Volvo reflection: Most NC job grants stumble


Dec 21st, 2009
by Jordan Schrader
from The Asheville Citizen Times

When Volvo Construction Equipment announced this month it would shutter its Skyland plant, just three years after deciding to expand the plant with the help of millions of dollars from state taxpayers, the about-face was abrupt — but not unusual.

Many companies celebrate receiving one of North Carolina's top two kinds of economic-development grants, only to never fulfill enough of their job-creation promises to collect the money.

The state has closed the books on 26 One North Carolina Fund grants targeted to Western North Carolina jobs, but only six companies walked away with all or most of the money touted when the grant was announced, a Citizen-Times analysis found.

In more than half of the grants, 14, companies ended up without a dime of state money.

“Here's the conclusion that you have to draw from that: that the money was insignificant or irrelevant to the company's decision,” said Bob Orr, an opponent of incentives whose group, the N.C. Institute for Constitutional Law, has sued the state over aid to companies.

“All it was,” said Orr, a former state Supreme Court justice, “was a PR deal for the politicians to say, ‘Oh, look what we're doing to bring jobs to Western North Carolina.'”

Just months ago, in February, toolmaker Snap-on said it would expand its Murphy plant, add 40 jobs and earn a $120,000 state grant.

But the manufacturer quickly realized it would lose the grant. The plant has added five full-time jobs this year, said Richard Secor, spokesman for Kenosha, Wis.,-based Snap-on.

“We have created a modest number of jobs, and we had aspirations to create more, but the recession's been longer and deeper than I think any of us expected,” Secor said.

The economy has taken a toll on results, but even in 2007 before the recession began, many companies weren't meeting incentives goals. A Citizen-Times analysis that year of the seven grants that had been closed out at the time found that four of them fell short of goals.

Even without a global recession, many factors affect a company's expansion plans, said Dale Carroll, an economic developer whom Gov. Bev Perdue lured out of regional agency AdvantageWest this year to take a lead role in her new administration's business recruitment.

The good news, said Carroll, who oversees incentives programs as deputy commerce secretary, is that no money will go to companies that fall short.

“We pay them following the performance or the lack of it,” he said. “It's a built in safeguard.”

Mixed results

The state announced 319 One North Carolina Fund grants through September worth up to $69.7 million, including 40 for WNC sites.

A newer program provides larger aid, as much as $25 million for a single company. The state has awarded 97 Job Development Investment Grants, including six for WNC.

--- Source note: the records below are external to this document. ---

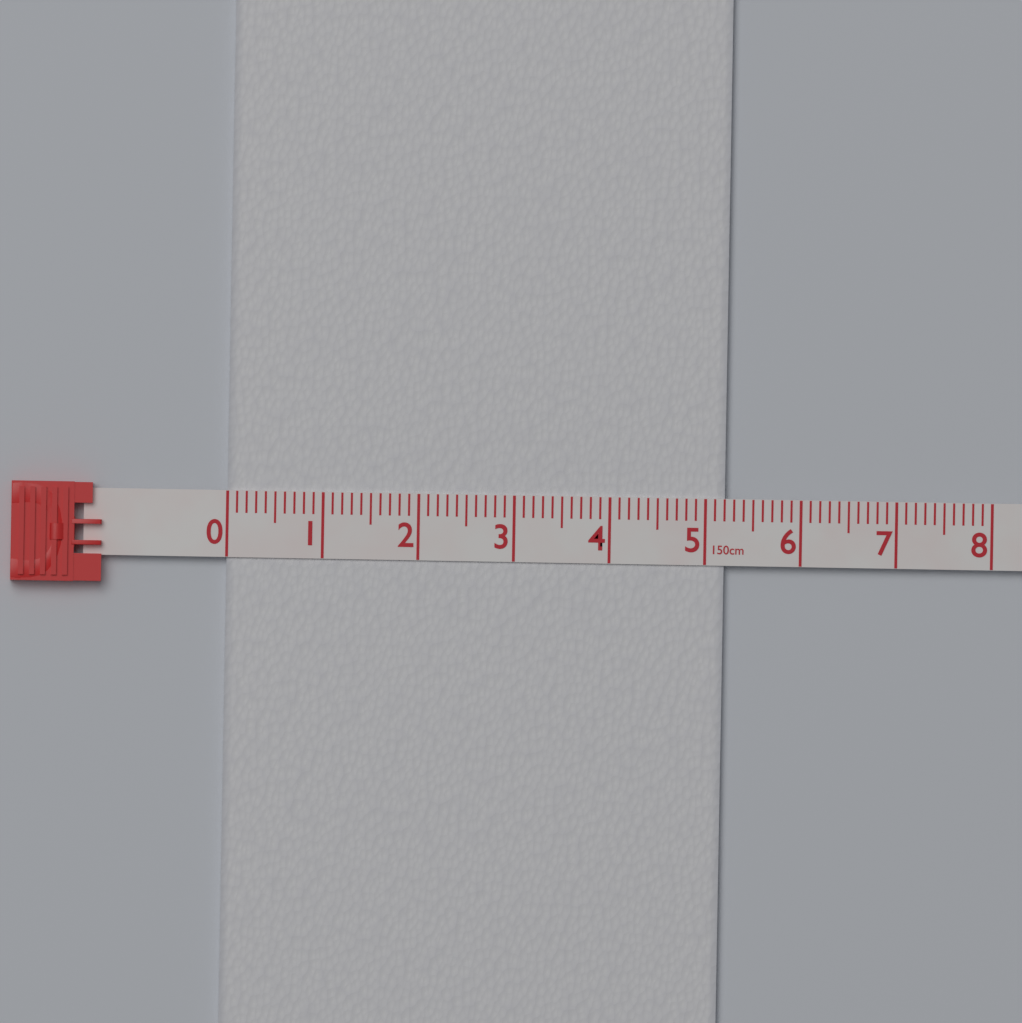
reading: 5.2 cm
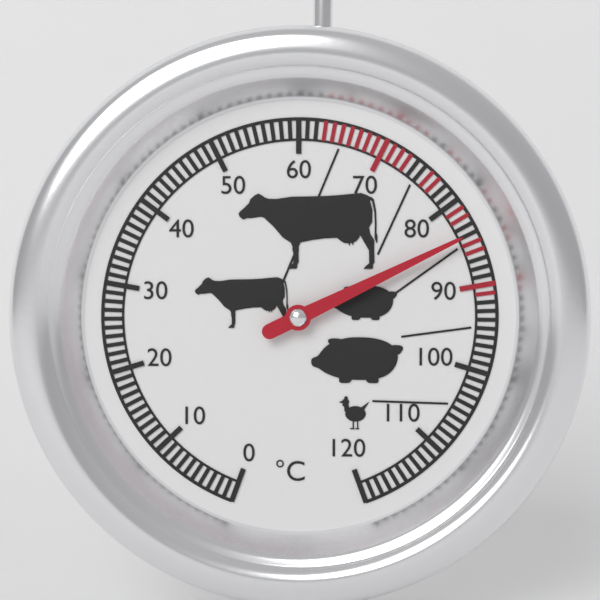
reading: 84 °C
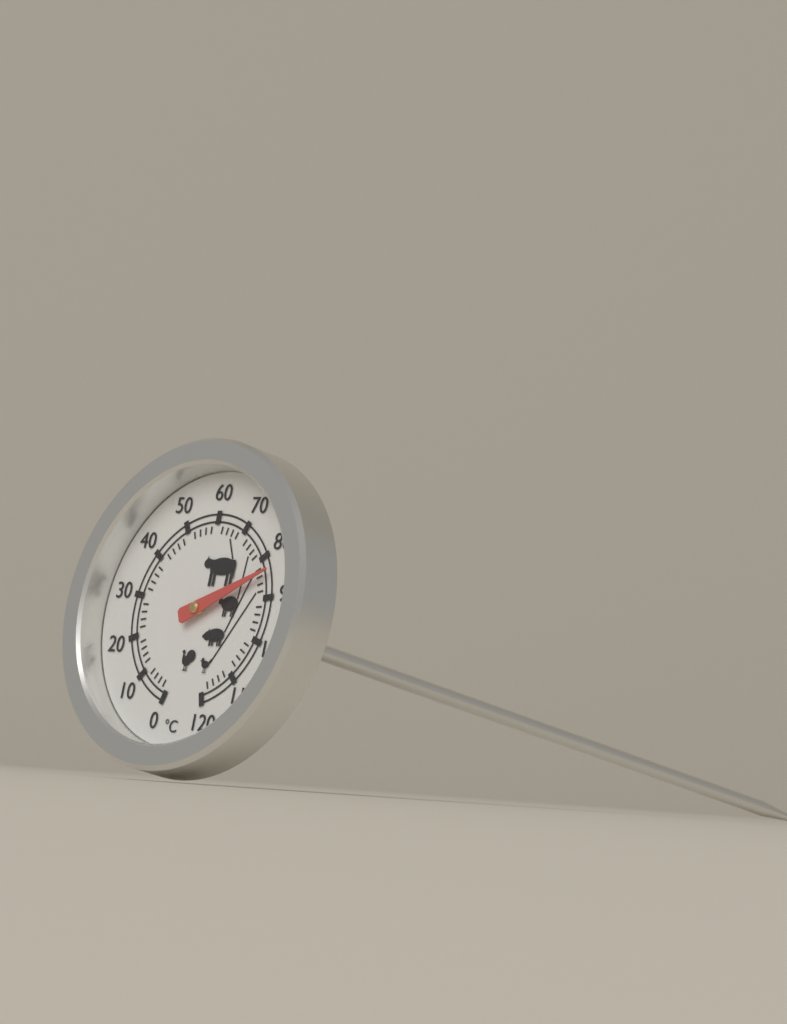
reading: 84 °C
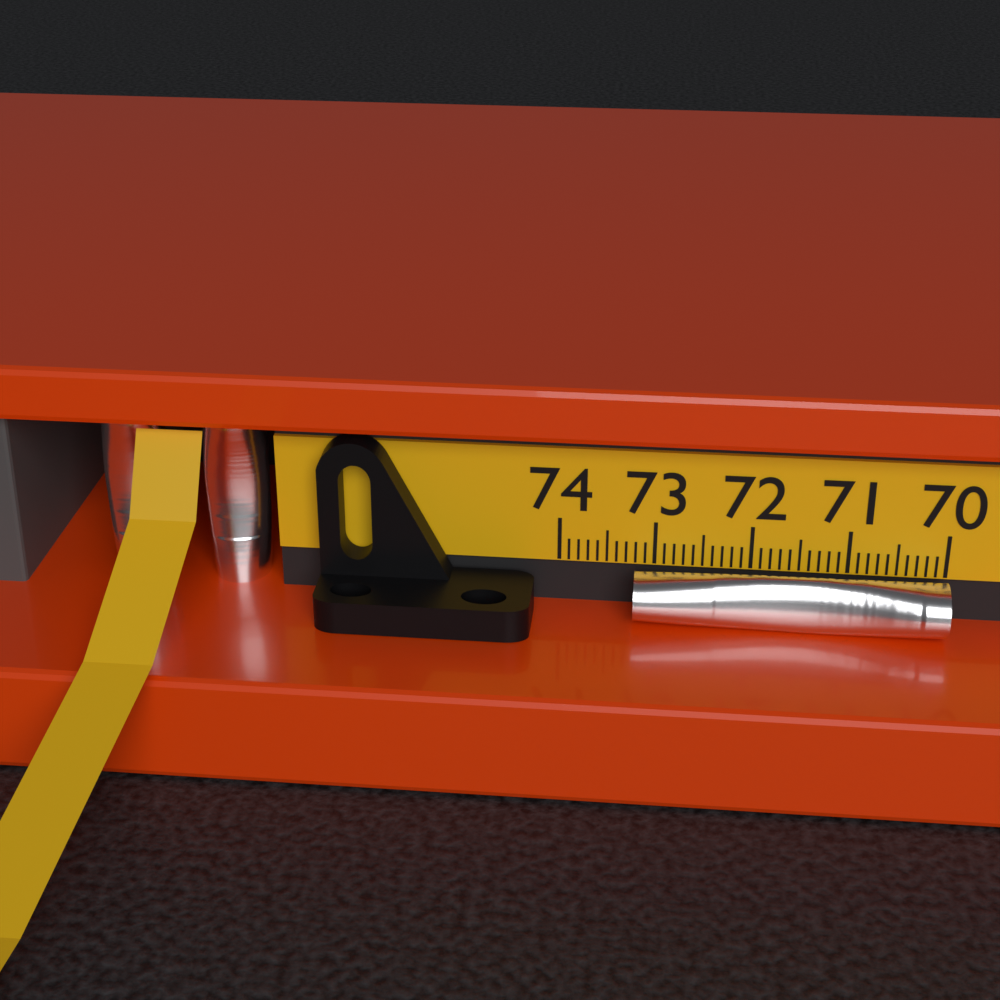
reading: 73.2 (no unit)
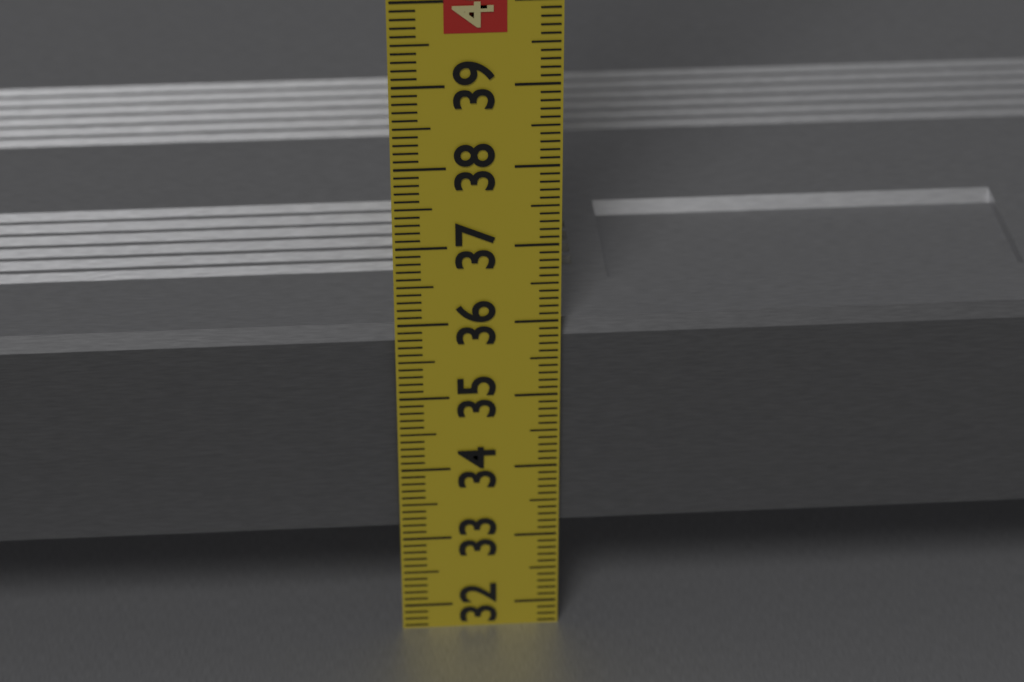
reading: 35.9 cm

None of those larger grants has reached a conclusion, but of three awards on which companies have started reporting on their progress, only one has succeeded in the job growth it promised.

Volvo fulfilled only enough of its growth to collect $69,247 of the up to $3 million it won, and now, with the plant closing down in March, the state will try to recoup even that fraction.

Results for Maverick Boat Co. were more mixed: The company created 90 of 131 planned jobs at its McDowell County plant in the first two years of a grant worth up to $2.36 million, allowing it to draw $130,716.

Altec Industries, however, met a target of creating 200 jobs at its Burnsville plant through
this year and received $251,000 in exchange.

The plant, which makes truck bodies for aerial lifts and derricks used to scale trees and telephone poles, still plans to create the 300 jobs the company pledged in 2004 before opening the plant, general manager Jeff Mooney said.

Altec could get $1.9 million if it meets that goal.

The company played it conservative in estimating job growth at the new plant, Mooney said.

And the recession hasn't hurt its customers, including utility companies, as much as other industries.

“We've been able to weather the storm pretty well,” Mooney said.

Worth the effort?

The Commerce Department makes sure companies have a reasonable chance of meeting targets, officials say. They scour their financial statements and credit history and do other background research.

But things can turn around fast, like for Janesville Acoustics' Old Fort plant, which in 2007 hoped to add 29 jobs and collect $35,000 from the state.

“Just about when the grant was approved, we were going to expand and then the bottom fell out of automotive,” operations manager Roy Heeralall said.

Instead, the maker of car insulation started laying off workers. It has called some of them back and returned to 2007 levels, Heeralall said.

One North Carolina grants are too small to make a difference to a company's decision to go ahead with an expansion or relocation, Orr said. They could better be spent on mental health care or education.

“If it's a billion-dollar corporation, does $50,000 mean anything? It means nothing,” the former Asheville lawyer said.

Carroll, though, says incentives are worth economic developers' time and effort. North Carolina is competing with other states that offer similar grants.

“Without those types of economic development tools, we would essentially be stepping out of line in the recruitment of new jobs,” Carroll said. “We just simply can't do that.”